IX.]  THE    RIGHTS    OF    MINORITIES.  285 

of  course,  and  with  toleration  for  others,  even  if 
those  others  be  in  the  majority  ;  but  it  is  a  prior  duty 
to  use  all  the  care  we  can  to  make  sure  that  our 
opinions  are  right,  that  what  we  assert  eagerly  and 
persistently  is  really  worth  asserting.  It  is  utterly 
untrue  to  say  that  we  are  not  responsible  for  our 
opinions.  That  was  a  bad  argument  used  for  a  good 
purpose, — the  attack  upon  religious  persecution. 

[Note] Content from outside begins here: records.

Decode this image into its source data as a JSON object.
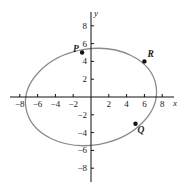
{
  "diagram": {
    "type": "ellipse-on-coordinate-plane",
    "axes": {
      "x_label": "x",
      "y_label": "y",
      "x_ticks": [
        {
          "value": -8,
          "label": "-8"
        },
        {
          "value": -6,
          "label": "-6"
        },
        {
          "value": -4,
          "label": "-4"
        },
        {
          "value": -2,
          "label": "-2"
        },
        {
          "value": 2,
          "label": "2"
        },
        {
          "value": 4,
          "label": "4"
        },
        {
          "value": 6,
          "label": "6"
        },
        {
          "value": 8,
          "label": "8"
        }
      ],
      "y_ticks": [
        {
          "value": 8,
          "label": "8"
        },
        {
          "value": 6,
          "label": "6"
        },
        {
          "value": 4,
          "label": "4"
        },
        {
          "value": 2,
          "label": "2"
        },
        {
          "value": -2,
          "label": "-2"
        },
        {
          "value": -4,
          "label": "-4"
        },
        {
          "value": -6,
          "label": "-6"
        },
        {
          "value": -8,
          "label": "-8"
        }
      ]
    },
    "ellipse": {
      "center": [
        0,
        0
      ],
      "semi_major": 7.4,
      "semi_minor": 5.3,
      "rotation_deg": 10,
      "stroke": "#8a8a8a"
    },
    "points": [
      {
        "name": "P",
        "label": "P",
        "x": -1,
        "y": 5
      },
      {
        "name": "R",
        "label": "R",
        "x": 6,
        "y": 4
      },
      {
        "name": "Q",
        "label": "Q",
        "x": 5,
        "y": -3
      }
    ]
  }
}
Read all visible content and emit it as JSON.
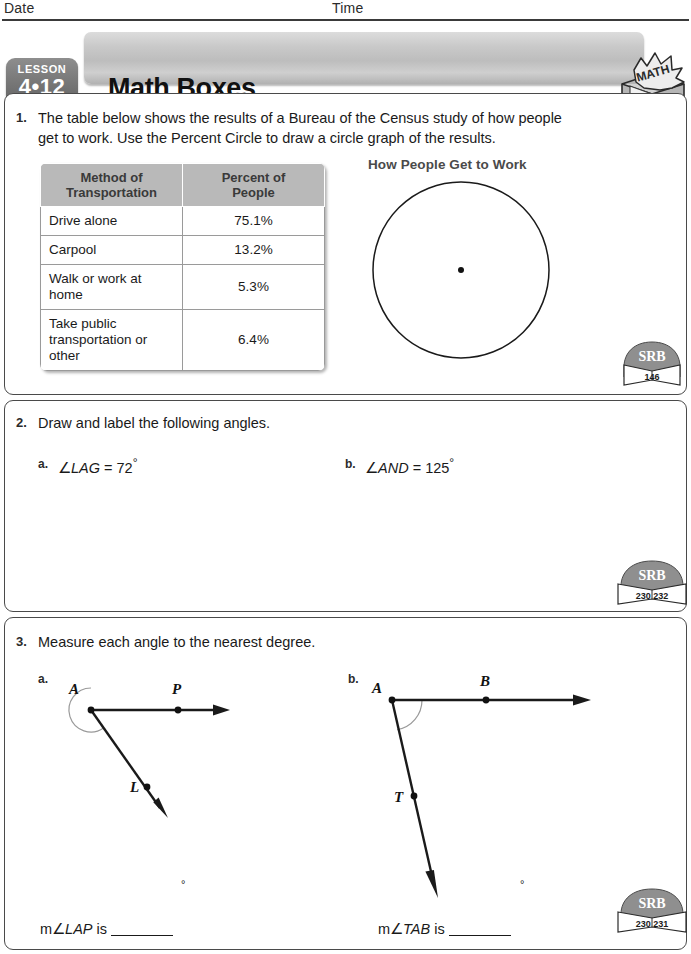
{
  "header": {
    "date_label": "Date",
    "time_label": "Time"
  },
  "banner": {
    "lesson_word": "LESSON",
    "lesson_number": "4•12",
    "title": "Math Boxes",
    "logo_text": "MATH"
  },
  "problems": [
    {
      "number": "1.",
      "text_line1": "The table below shows the results of a Bureau of the Census study of how people",
      "text_line2": "get to work. Use the Percent Circle to draw a circle graph of the results.",
      "table": {
        "headers": [
          "Method of Transportation",
          "Percent of People"
        ],
        "header_line1": [
          "Method of",
          "Percent of"
        ],
        "header_line2": [
          "Transportation",
          "People"
        ],
        "rows": [
          {
            "method": "Drive alone",
            "percent": "75.1%"
          },
          {
            "method": "Carpool",
            "percent": "13.2%"
          },
          {
            "method": "Walk or work at home",
            "percent": "5.3%"
          },
          {
            "method": "Take public transportation or other",
            "percent": "6.4%"
          }
        ]
      },
      "graph_title": "How People Get to Work",
      "srb": {
        "label": "SRB",
        "pages": "146"
      }
    },
    {
      "number": "2.",
      "text_line1": "Draw and label the following angles.",
      "parts": [
        {
          "letter": "a.",
          "prefix": "∠",
          "name": "LAG",
          "equals": " = 72",
          "degree": "°"
        },
        {
          "letter": "b.",
          "prefix": "∠",
          "name": "AND",
          "equals": " = 125",
          "degree": "°"
        }
      ],
      "srb": {
        "label": "SRB",
        "pages": "230  232"
      }
    },
    {
      "number": "3.",
      "text_line1": "Measure each angle to the nearest degree.",
      "parts": [
        {
          "letter": "a.",
          "vertex_label": "A",
          "point_labels": [
            "P",
            "L"
          ],
          "answer_prefix": "m∠",
          "answer_name": "LAP",
          "answer_suffix": " is",
          "degree": "°"
        },
        {
          "letter": "b.",
          "vertex_label": "A",
          "point_labels": [
            "B",
            "T"
          ],
          "answer_prefix": "m∠",
          "answer_name": "TAB",
          "answer_suffix": " is",
          "degree": "°"
        }
      ],
      "srb": {
        "label": "SRB",
        "pages": "230  231"
      }
    }
  ],
  "colors": {
    "banner_gray": "#c9c9c9",
    "badge_gray": "#787878",
    "table_header_gray": "#b9b9b9",
    "ink": "#1a1a1a"
  }
}
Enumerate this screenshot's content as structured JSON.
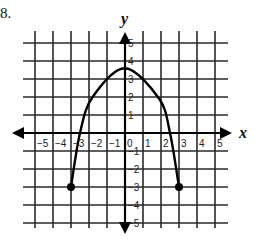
{
  "problem": {
    "number": "8."
  },
  "chart_data": {
    "type": "line",
    "title": "",
    "xlabel": "x",
    "ylabel": "y",
    "xlim": [
      -5,
      5
    ],
    "ylim": [
      -5,
      5
    ],
    "grid": true,
    "x_ticks": [
      "-5",
      "-4",
      "-3",
      "-2",
      "-1",
      "0",
      "1",
      "2",
      "3",
      "4",
      "5"
    ],
    "y_ticks": [
      "-5",
      "-4",
      "-3",
      "-2",
      "-1",
      "1",
      "2",
      "3",
      "4",
      "5"
    ],
    "series": [
      {
        "name": "parabola",
        "shape": "downward-opening parabola",
        "points": [
          {
            "x": -3,
            "y": -3,
            "endpoint": "closed"
          },
          {
            "x": -2.5,
            "y": 0
          },
          {
            "x": -1.8,
            "y": 2
          },
          {
            "x": 0,
            "y": 3.6
          },
          {
            "x": 1.9,
            "y": 1.9
          },
          {
            "x": 2.5,
            "y": 0
          },
          {
            "x": 3,
            "y": -3,
            "endpoint": "closed"
          }
        ]
      }
    ],
    "colors": {
      "curve": "#000000",
      "grid": "#2a2a2a",
      "background": "#ffffff"
    }
  }
}
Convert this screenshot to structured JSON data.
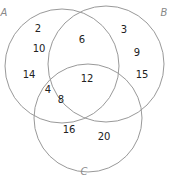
{
  "diagram": {
    "type": "venn",
    "sets": [
      {
        "id": "A",
        "label": "A"
      },
      {
        "id": "B",
        "label": "B"
      },
      {
        "id": "C",
        "label": "C"
      }
    ],
    "regions": [
      {
        "region": "A only",
        "values": [
          "2",
          "10",
          "14"
        ]
      },
      {
        "region": "A∩B only",
        "values": [
          "6"
        ]
      },
      {
        "region": "B only",
        "values": [
          "3",
          "9",
          "15"
        ]
      },
      {
        "region": "A∩B∩C",
        "values": [
          "12"
        ]
      },
      {
        "region": "A∩C only",
        "values": [
          "4",
          "8"
        ]
      },
      {
        "region": "C only",
        "values": [
          "16",
          "20"
        ]
      }
    ]
  }
}
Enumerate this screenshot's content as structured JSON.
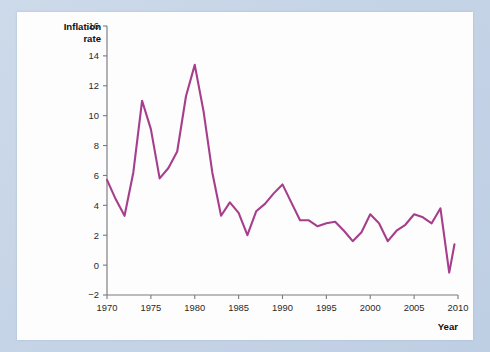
{
  "figure": {
    "y_axis_title_line1": "Inflation",
    "y_axis_title_line2": "rate",
    "x_axis_title": "Year"
  },
  "chart_data": {
    "type": "line",
    "title": "",
    "subtitle": "",
    "xlabel": "Year",
    "ylabel": "Inflation rate",
    "xlim": [
      1970,
      2010
    ],
    "ylim": [
      -2,
      16
    ],
    "grid": false,
    "legend": "none",
    "x_ticks": [
      1970,
      1975,
      1980,
      1985,
      1990,
      1995,
      2000,
      2005,
      2010
    ],
    "x_tick_labels": [
      "1970",
      "1975",
      "1980",
      "1985",
      "1990",
      "1995",
      "2000",
      "2005",
      "2010"
    ],
    "y_ticks": [
      -2,
      0,
      2,
      4,
      6,
      8,
      10,
      12,
      14,
      16
    ],
    "y_tick_labels": [
      "−2",
      "0",
      "2",
      "4",
      "6",
      "8",
      "10",
      "12",
      "14",
      "16"
    ],
    "line_color": "#a63e8c",
    "series": [
      {
        "name": "Inflation rate",
        "color": "#a63e8c",
        "x": [
          1970,
          1971,
          1972,
          1973,
          1974,
          1975,
          1976,
          1977,
          1978,
          1979,
          1980,
          1981,
          1982,
          1983,
          1984,
          1985,
          1986,
          1987,
          1988,
          1989,
          1990,
          1991,
          1992,
          1993,
          1994,
          1995,
          1996,
          1997,
          1998,
          1999,
          2000,
          2001,
          2002,
          2003,
          2004,
          2005,
          2006,
          2007,
          2008,
          2009
        ],
        "values": [
          5.7,
          4.4,
          3.3,
          6.2,
          11.0,
          9.1,
          5.8,
          6.5,
          7.6,
          11.3,
          13.4,
          10.3,
          6.2,
          3.3,
          4.2,
          3.5,
          2.0,
          3.6,
          4.1,
          4.8,
          5.4,
          4.2,
          3.0,
          3.0,
          2.6,
          2.8,
          2.9,
          2.3,
          1.6,
          2.2,
          3.4,
          2.8,
          1.6,
          2.3,
          2.7,
          3.4,
          3.2,
          2.8,
          3.8,
          -0.5
        ],
        "last_point_x": 2009.6,
        "last_point_value": 1.4
      }
    ]
  }
}
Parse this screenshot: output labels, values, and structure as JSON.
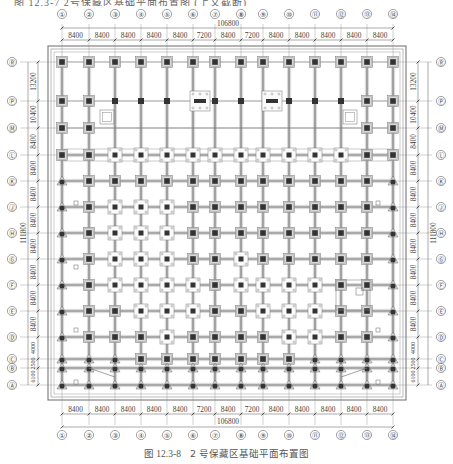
{
  "header_cut_text": "图 12.3-7 2号保藏区基础平面布置图 (上文截断)",
  "figure": {
    "caption_label": "图 12.3-8",
    "caption_title": "2 号保藏区基础平面布置图"
  },
  "plan": {
    "columns": {
      "labels": [
        "①",
        "②",
        "③",
        "④",
        "⑤",
        "⑥",
        "⑦",
        "⑧",
        "⑨",
        "⑩",
        "⑪",
        "⑫",
        "⑬",
        "⑭"
      ],
      "x": [
        62,
        89,
        115,
        141,
        167,
        193,
        215,
        241,
        263,
        289,
        315,
        341,
        367,
        393
      ],
      "spacings": [
        "8400",
        "8400",
        "8400",
        "8400",
        "8400",
        "7200",
        "8400",
        "7200",
        "8400",
        "8400",
        "8400",
        "8400",
        "8400"
      ],
      "total": "106800"
    },
    "rows": {
      "labels": [
        "Ⓡ",
        "Ⓟ",
        "Ⓜ",
        "Ⓛ",
        "Ⓚ",
        "Ⓙ",
        "Ⓗ",
        "Ⓖ",
        "Ⓕ",
        "Ⓔ",
        "Ⓓ",
        "Ⓒ",
        "Ⓑ",
        "Ⓐ"
      ],
      "y": [
        62,
        101,
        128,
        155,
        181,
        207,
        233,
        259,
        285,
        311,
        337,
        359,
        368,
        385
      ],
      "spacings": [
        "13200",
        "10400",
        "8400",
        "8400",
        "8400",
        "8400",
        "8400",
        "8400",
        "8400",
        "8400",
        "4000",
        "2500",
        "6100"
      ],
      "total": "111800"
    },
    "colors": {
      "line": "#555555",
      "light": "#9a9a9a",
      "cap_fill": "#d8d8d8",
      "column_fill": "#333333",
      "frame": "#777777"
    }
  }
}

Opinions  are  not  trivial  matters.  What  is  quietly 
thought  and  talked  about  now  will  affect  what  is 
done  very  soon.  The  opinions  of  a  few  in  one 
generation  may,  in  the  next  generation,  become  the 
sentiments  or  the  prejudices  of  the  many.  Ethical 
legislation  is  constantly  going  on  in  our  every-day 
conversation,  wherever  two  or  three  are  gathered 
together — to  discuss  the  conduct  of  their  neigh 
bours.  And  we  cannot  escape  our  responsibility 
for  our  share  in  this  ethical  legislation,  however 
insignificant  we  may  feel  ourselves  in  presence  of 
the  great  multitudes  of  our  fellow-mortals.  To 
these  great  multitudes  each  of  us  is  responsible  ; 
and  we  owe  it  to  them  to  oppose  them,  then  and 
then  only,  when  reason  and  conscience  urge  us  to 
do  so. 


Butler  &  Tanner,  The  Selwood  Printing  Works,  Frome.  and  London.